I came up with another idea, to convert the words to numeric values and then return an array of numeric values.

Doesn't seem like ML.NET can return arrays very easily. I kept getting errors about invalid schema expecting single Key returns rather than arrays.

When I followed up with Bing AI on this it suggested:

Unfortunately, ML.NET does not currently have built-in support for text generation or sequence-to-sequence models. You may want to consider using a different machine learning framework that supports these capabilities, such as TensorFlow or PyTorch.

Am I getting accurate info from the AI? Should I be looking outside of the MicrosoftSphere for this stuff?

Anything you'd recommend?

[–] [email protected] 3 points 1 year ago

I never played 7 because it only came on CD. Our computer wasn't good enough for it growing up.

Years later I did try 8....it wasn't to my liking.

[–] [email protected] 3 points 1 year ago (2 children)

Yeah, IMO the two best Kings Quests were 3 and 6. Both with Prince Alexander/Gwydion.

King's Quest 5 with King Graham was also pretty good.

The one with Princess Rosella was probably my least favorite.

I never finished the latest one that came out a few years ago.

[–] [email protected] 4 points 1 year ago (4 children)

I recently purchased King Quest and Space Quest collections from GOG.

I didn't have a CD ROM drive as a kid so I only got to play The disc version. Hearing the voices is so much better than I expected.

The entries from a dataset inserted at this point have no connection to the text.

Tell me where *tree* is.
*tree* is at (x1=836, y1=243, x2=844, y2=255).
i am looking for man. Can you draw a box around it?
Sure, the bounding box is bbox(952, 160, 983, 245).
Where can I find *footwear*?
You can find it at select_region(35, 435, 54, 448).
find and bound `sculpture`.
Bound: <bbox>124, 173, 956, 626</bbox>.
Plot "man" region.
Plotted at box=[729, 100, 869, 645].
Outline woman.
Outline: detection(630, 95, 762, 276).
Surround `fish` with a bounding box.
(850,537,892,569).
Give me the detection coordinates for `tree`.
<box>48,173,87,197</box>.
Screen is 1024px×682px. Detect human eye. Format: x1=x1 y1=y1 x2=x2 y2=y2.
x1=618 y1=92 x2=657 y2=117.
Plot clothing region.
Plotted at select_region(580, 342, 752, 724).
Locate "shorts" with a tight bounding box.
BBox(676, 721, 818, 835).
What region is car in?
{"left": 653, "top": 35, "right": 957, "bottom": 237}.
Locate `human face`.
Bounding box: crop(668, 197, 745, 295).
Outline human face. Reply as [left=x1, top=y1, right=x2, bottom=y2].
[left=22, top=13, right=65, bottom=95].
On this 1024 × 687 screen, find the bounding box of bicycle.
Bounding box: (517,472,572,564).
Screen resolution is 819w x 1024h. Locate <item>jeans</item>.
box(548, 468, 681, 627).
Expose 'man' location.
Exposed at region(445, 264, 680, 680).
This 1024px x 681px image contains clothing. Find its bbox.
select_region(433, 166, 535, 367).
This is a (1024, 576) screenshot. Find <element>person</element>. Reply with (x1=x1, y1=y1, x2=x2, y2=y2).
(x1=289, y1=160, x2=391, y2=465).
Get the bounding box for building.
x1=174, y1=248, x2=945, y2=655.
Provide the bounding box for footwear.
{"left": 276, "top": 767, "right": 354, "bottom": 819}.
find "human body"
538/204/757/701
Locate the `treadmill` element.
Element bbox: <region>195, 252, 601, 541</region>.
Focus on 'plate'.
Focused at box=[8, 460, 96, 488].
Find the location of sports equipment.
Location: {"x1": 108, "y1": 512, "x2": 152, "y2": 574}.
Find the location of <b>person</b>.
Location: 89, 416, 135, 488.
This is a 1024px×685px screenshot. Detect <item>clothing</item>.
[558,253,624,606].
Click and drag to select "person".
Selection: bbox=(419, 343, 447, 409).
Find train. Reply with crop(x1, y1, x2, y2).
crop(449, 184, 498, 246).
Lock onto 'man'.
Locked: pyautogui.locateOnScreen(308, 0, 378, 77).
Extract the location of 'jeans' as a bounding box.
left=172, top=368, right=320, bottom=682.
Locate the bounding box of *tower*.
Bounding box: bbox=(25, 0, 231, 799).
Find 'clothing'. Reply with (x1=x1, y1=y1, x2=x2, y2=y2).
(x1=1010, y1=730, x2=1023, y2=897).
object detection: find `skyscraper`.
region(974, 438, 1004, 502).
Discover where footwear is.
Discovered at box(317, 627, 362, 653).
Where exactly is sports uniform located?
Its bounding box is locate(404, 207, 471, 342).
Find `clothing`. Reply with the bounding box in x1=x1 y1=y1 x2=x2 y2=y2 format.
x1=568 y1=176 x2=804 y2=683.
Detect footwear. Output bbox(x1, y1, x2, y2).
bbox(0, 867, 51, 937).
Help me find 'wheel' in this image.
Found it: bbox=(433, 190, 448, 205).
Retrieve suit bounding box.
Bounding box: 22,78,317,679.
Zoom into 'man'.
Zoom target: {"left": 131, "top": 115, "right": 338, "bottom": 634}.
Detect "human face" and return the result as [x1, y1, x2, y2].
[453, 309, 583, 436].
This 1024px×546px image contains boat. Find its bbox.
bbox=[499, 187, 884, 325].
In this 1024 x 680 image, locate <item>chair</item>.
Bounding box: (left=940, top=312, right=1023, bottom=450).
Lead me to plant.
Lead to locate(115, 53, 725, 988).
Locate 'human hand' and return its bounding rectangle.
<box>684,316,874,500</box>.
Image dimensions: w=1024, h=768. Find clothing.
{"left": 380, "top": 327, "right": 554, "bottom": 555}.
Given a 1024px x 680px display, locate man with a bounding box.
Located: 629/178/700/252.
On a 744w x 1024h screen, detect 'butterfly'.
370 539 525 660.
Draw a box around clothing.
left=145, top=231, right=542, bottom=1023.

[–] [email protected] 1 points 1 year ago

No, my criteria for staying is that it works on an app that isn't Reddit

[–] [email protected] 2 points 1 year ago (2 children)

I've made the switch to Lemmy and it wasn't easy. Now that I understand the way the federated thing works I get it but, honestly I was confused.

The only thing that I miss is search. I don't know if it's my app or what but there's no way, I can find, to search through posts on Lemmy.

[–] [email protected] 2 points 1 year ago* (last edited 1 year ago)

Wonder if this will end with artists/writers or if software developers will join in too. Not like AI learned to choose on it's own.

I wonder if this is why Microsoft and Meta just have away llama 2.

[–] [email protected] 3 points 1 year ago

Well he's right, that's why I rarely trust code from Nuget. I will bring down the repo, examine the code myself. I get that I may miss something but, then, that's on me.

My boss isn't going to blame me for trusting Microsoft. My boss will blame me for trusting Mike Nobody who is a developer in CountryZ who has built this really wicked shortcut I need.

 

How do you all go about validating that there's nothing malicious in your nuget packages?

Is there a best practice for this?

It's easy if the package is from a known source like Microsoft but I'm curious what you do for lesser know people?

I will usually see how many others are using it, probably scan the code in the GITHUB repo. Sometimes if it's a lesser known dev I'll just pull from GITHub rather than using NuGet.

Today however, I was looking at a package and the nuget package itself looks fine but it contains some C++ code that is compiled elsewhere...fine I'll go get that and see. But that code requires CMake and some other 3rd party add-ons which I also have to review.

I'm not aware of any audits on NuGet that would prevent bad people from uploading code. What do you all do to protect the integrity of your software?